Cyqle Launches Shared Cloud Desktops Built for AI Agent Sandboxing

AI news: Cyqle Launches Shared Cloud Desktops Built for AI Agent Sandboxing

What happens when you give an AI agent its own disposable computer? That's the premise behind Cyqle, a new tool offering shared cloud Linux desktops that run in a browser tab.

The core concept is Google Docs-style collaboration, but for an entire Linux machine. Every participant gets their own cursor and keyboard. You can invite teammates into a persistent desktop environment and work together in real time - pair programming, debugging, or running tests on the same system without screen-sharing lag or permission headaches.

But the feature that stands out is AI agent sandboxing. You spin up a disposable desktop, hand credentials to an AI agent, let it browse, execute code, install packages, and do whatever it needs to do. When it's done, you close the environment. The filesystem is encrypted with session-unique keys, so nothing persists beyond what you explicitly save. Zero risk to your local machine, zero leftover artifacts from an agent that went sideways.

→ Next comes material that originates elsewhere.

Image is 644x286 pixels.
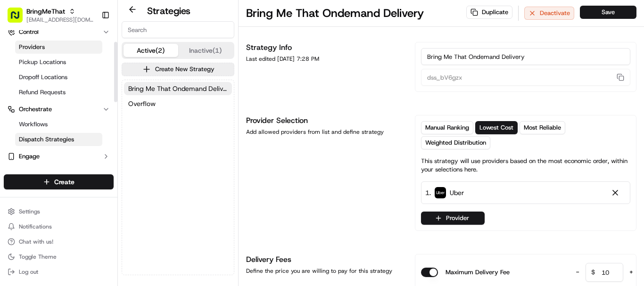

This solves a real problem. Anyone running AI coding agents like Claude Code or Codex knows the tension between giving agents enough access to be useful and protecting your actual system from mistakes (or worse, from malicious third-party skills). A sandboxed cloud desktop is a clean middle ground - the agent gets full autonomy within a walled-off environment.

Who This Is For

Development teams already doing remote pair programming will find the collaboration features useful on their own. But the stronger pitch is to anyone running AI agents on tasks that require system-level access: browser automation, testing pipelines, data processing, or any workflow where you'd rather not let an agent loose on your real machine.

Cyqle offers a free tier to get started. The long-term value proposition depends on reliability, latency, and whether the disposable desktop model holds up under serious agent workloads - all things that only real usage will answer.